What you should do: Would you print all of the entries exactly, please, but without their pictures?

Excerpts from a dataset
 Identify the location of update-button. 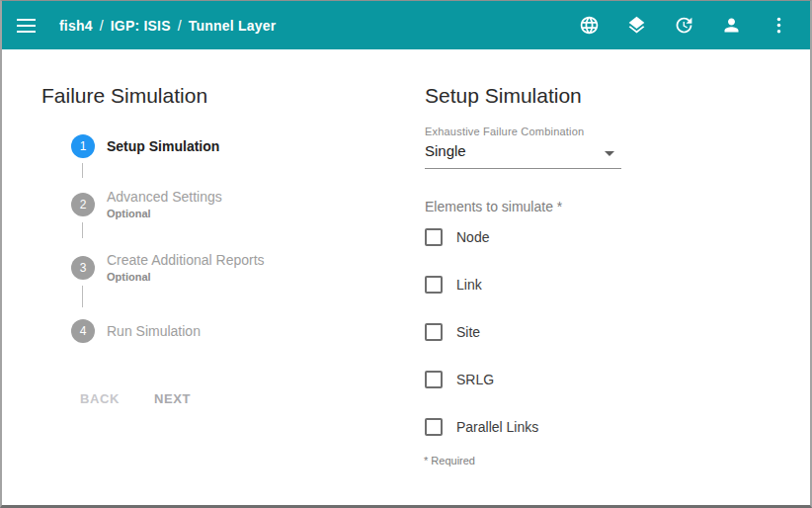
(684, 26).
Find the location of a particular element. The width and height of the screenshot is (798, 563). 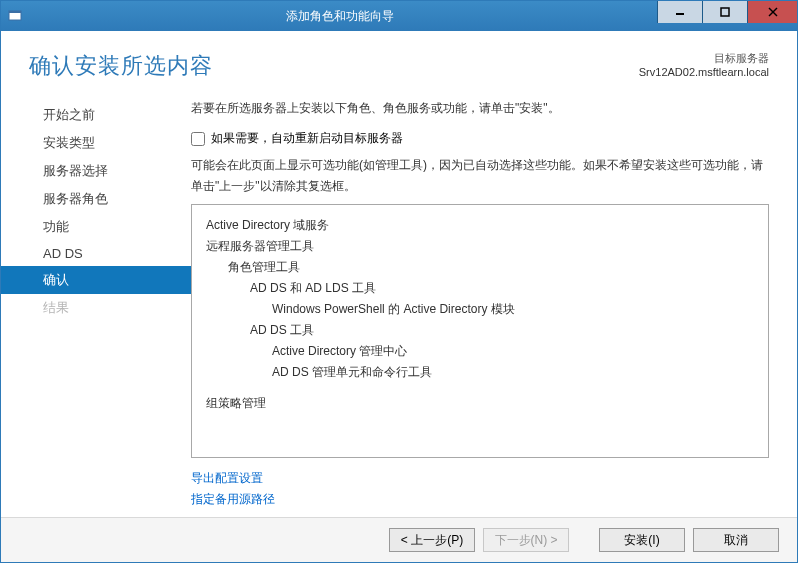

maximize-icon is located at coordinates (725, 12).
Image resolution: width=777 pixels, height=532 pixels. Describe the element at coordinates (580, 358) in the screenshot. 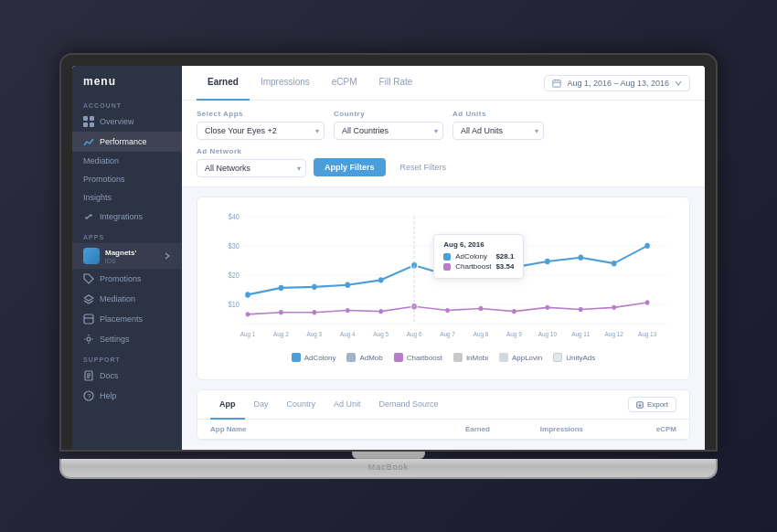

I see `legend-unityads-label: UnityAds` at that location.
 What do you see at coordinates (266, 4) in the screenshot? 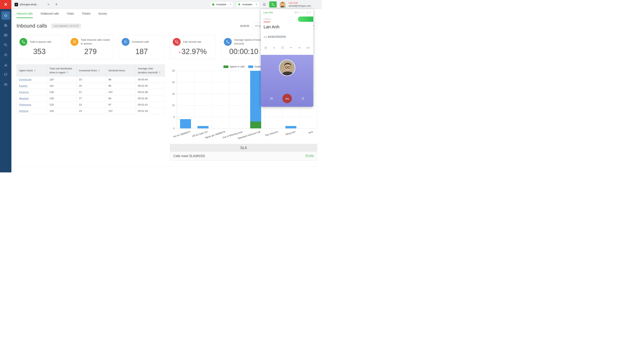
I see `topbar-right: Available Available` at bounding box center [266, 4].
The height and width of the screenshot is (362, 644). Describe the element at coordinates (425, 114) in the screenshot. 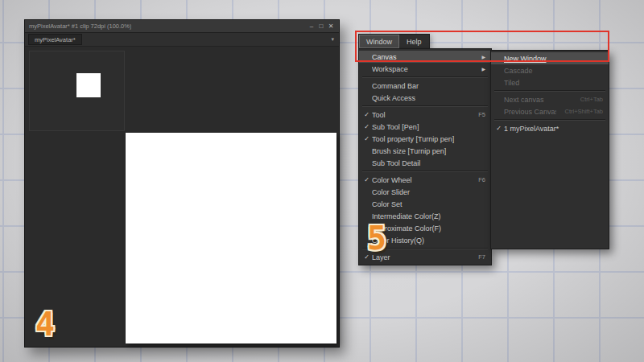

I see `menu-item-tool: ✓ToolF5` at that location.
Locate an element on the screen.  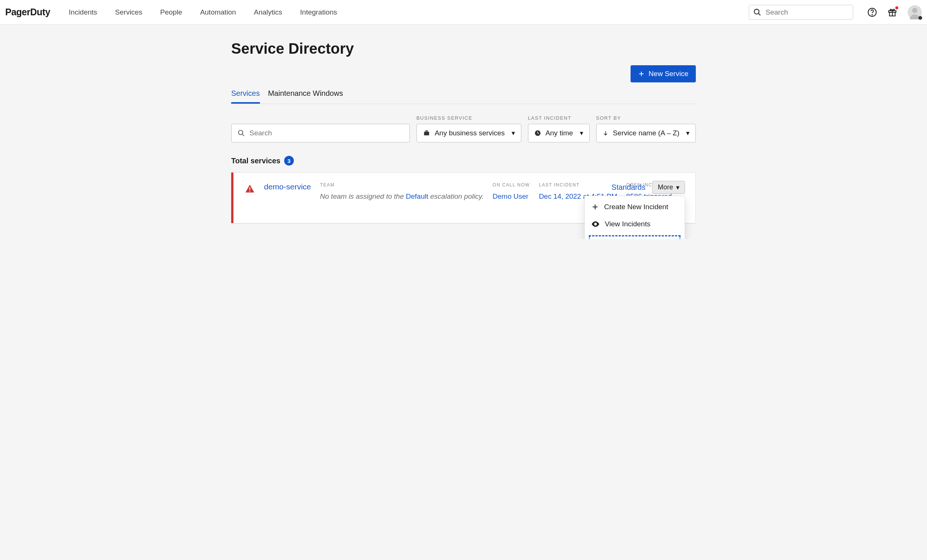
total-services: Total services 3 is located at coordinates (464, 161).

Answer box:
 Identify the location of update-button. 
(684, 26).
Find the location of a particular element. The width and height of the screenshot is (798, 563). 

maximize-icon is located at coordinates (725, 12).
Image resolution: width=777 pixels, height=532 pixels. Describe the element at coordinates (580, 358) in the screenshot. 

I see `legend-unityads-label: UnityAds` at that location.
 What do you see at coordinates (266, 4) in the screenshot? 
I see `topbar-right: Available Available` at bounding box center [266, 4].
The height and width of the screenshot is (362, 644). Describe the element at coordinates (425, 114) in the screenshot. 

I see `menu-item-tool: ✓ToolF5` at that location.
Locate an element on the screen.  
total-services: Total services 3 is located at coordinates (464, 161).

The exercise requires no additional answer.